• [WHAT YOU WILL DO]:
The stretch wanted below opens at the line containing "You are a GUI" and closes at the line containing "Task: Click on the Subscribe". Please return it exactly, with no other lines.

---- DATA SHOWN

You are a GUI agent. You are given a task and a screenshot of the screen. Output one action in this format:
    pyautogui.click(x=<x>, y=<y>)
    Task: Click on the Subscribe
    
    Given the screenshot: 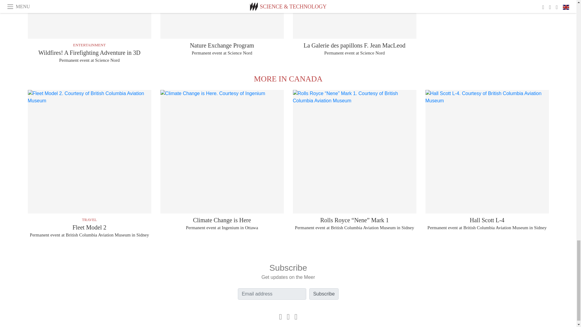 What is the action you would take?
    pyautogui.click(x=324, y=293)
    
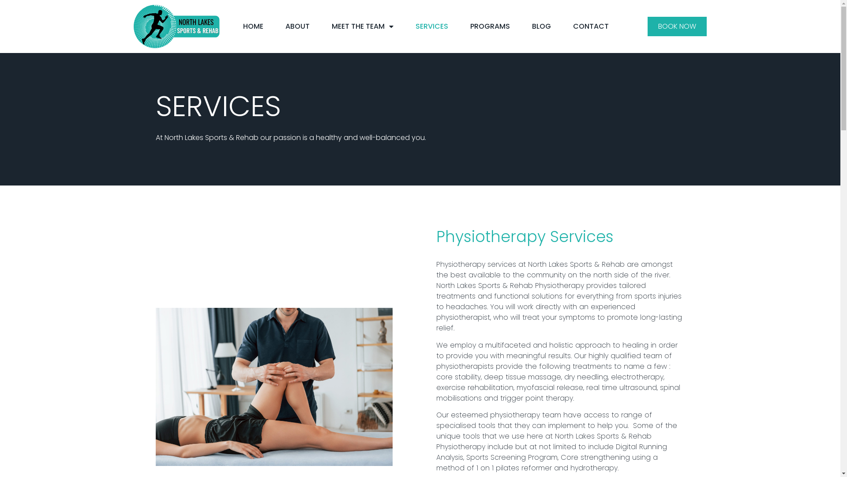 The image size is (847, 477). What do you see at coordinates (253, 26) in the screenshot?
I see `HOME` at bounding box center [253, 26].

--------
---- DATA SHOWN

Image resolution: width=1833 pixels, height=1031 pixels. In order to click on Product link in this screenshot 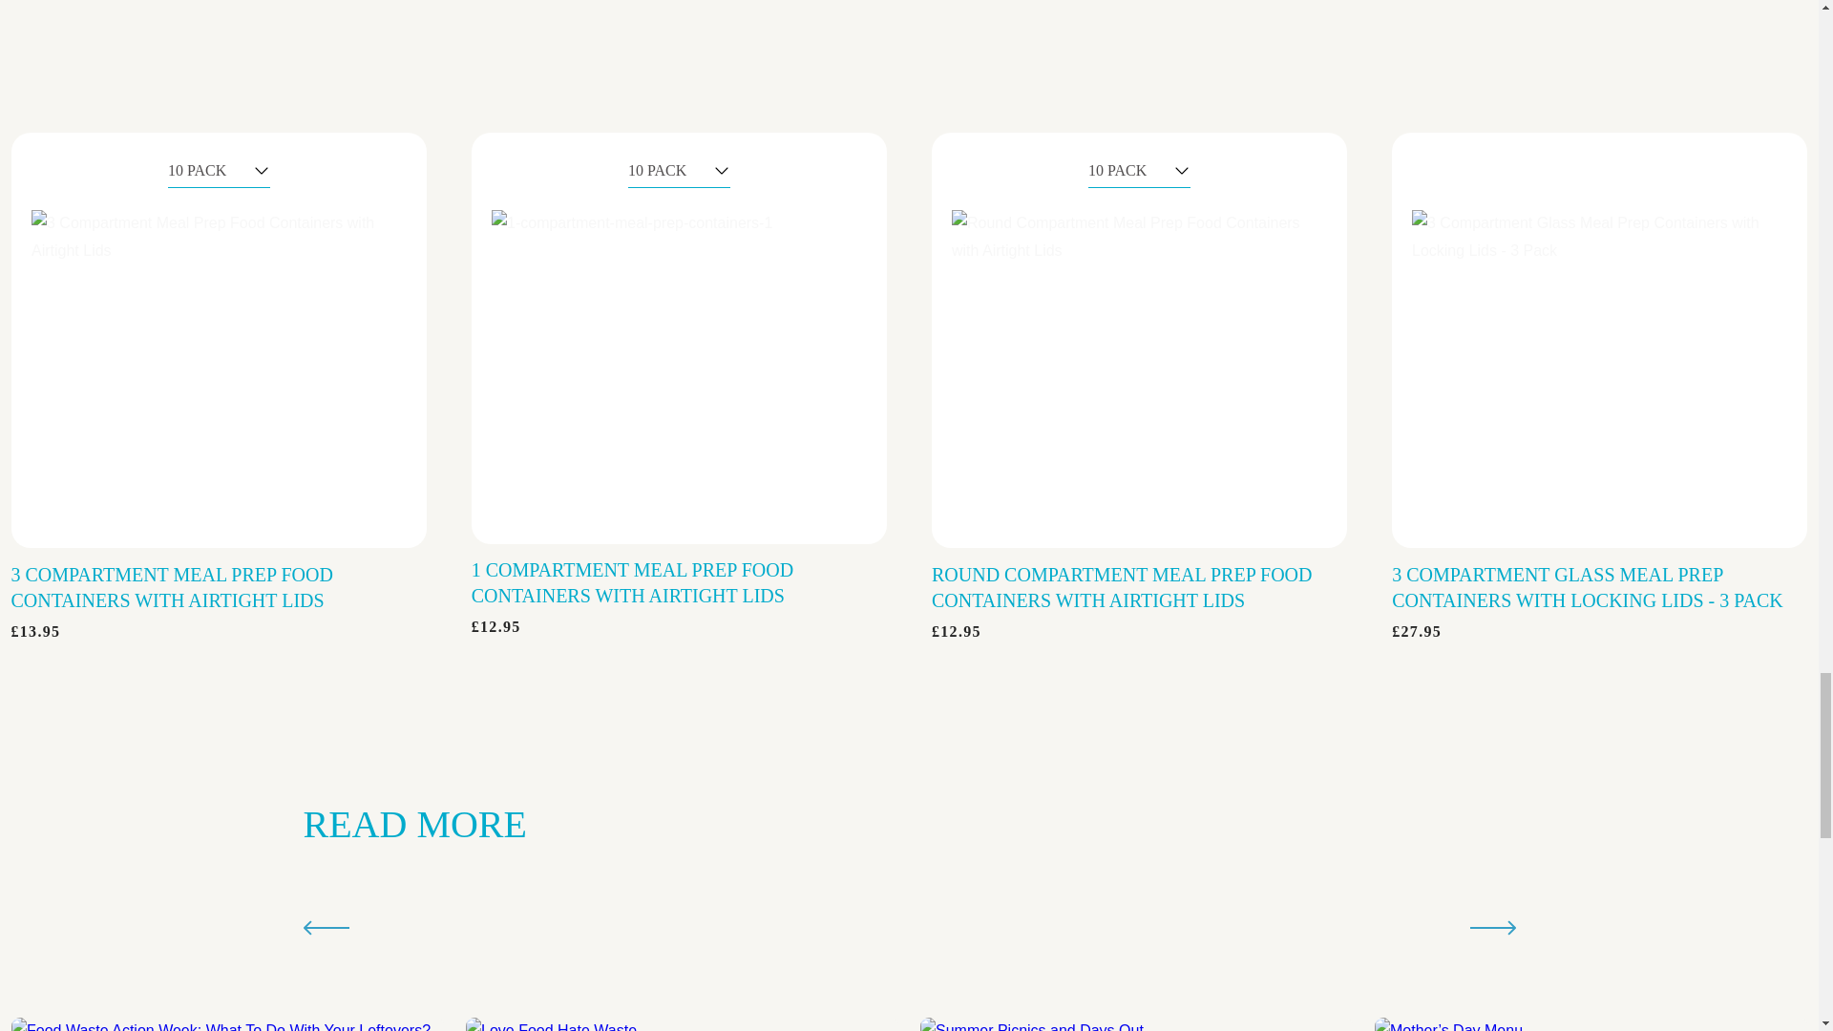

--------
---- DATA SHOWN

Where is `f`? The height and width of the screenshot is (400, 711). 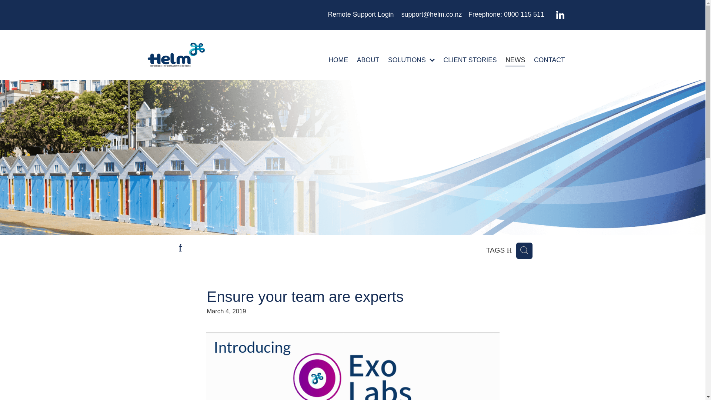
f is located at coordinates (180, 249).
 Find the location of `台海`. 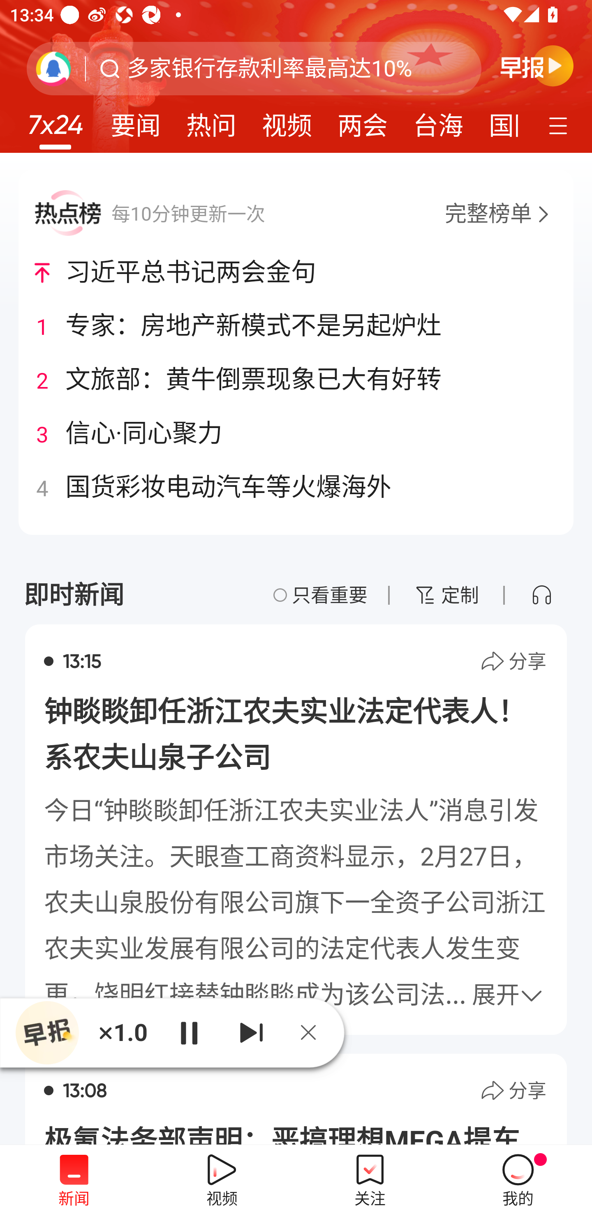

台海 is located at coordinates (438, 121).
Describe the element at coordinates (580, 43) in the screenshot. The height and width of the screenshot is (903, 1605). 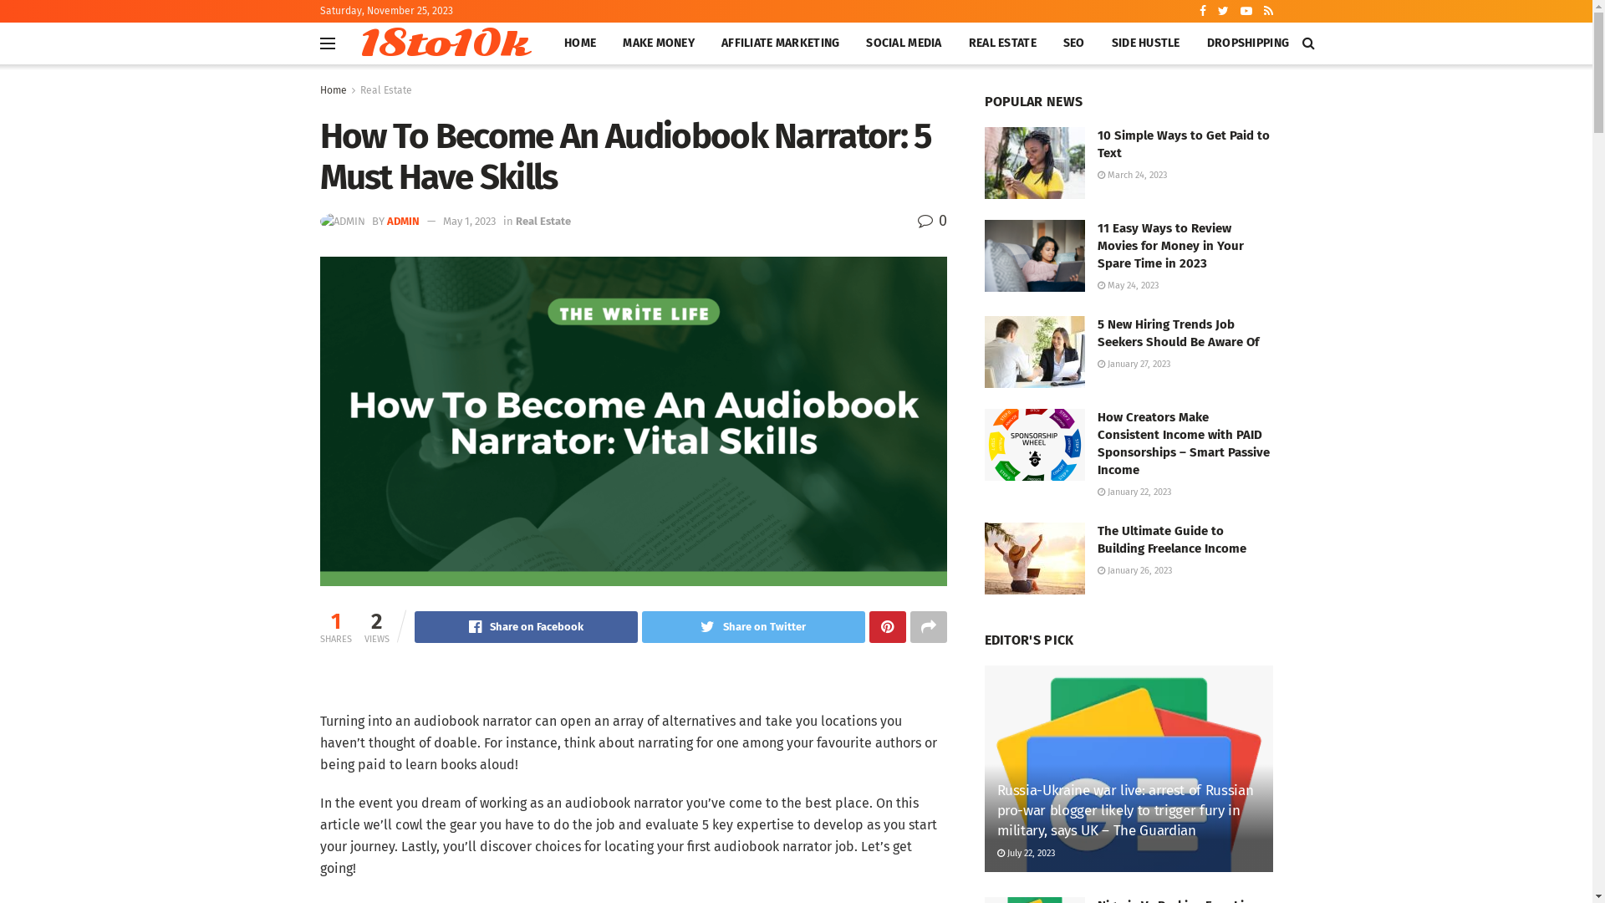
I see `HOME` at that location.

--------

• [TASK RESULT]:
You are a GUI agent. You are given a task and a screenshot of the screen. Output one action in this format:
    pyautogui.click(x=<x>, y=<y>)
    Task: Click on the Subscribe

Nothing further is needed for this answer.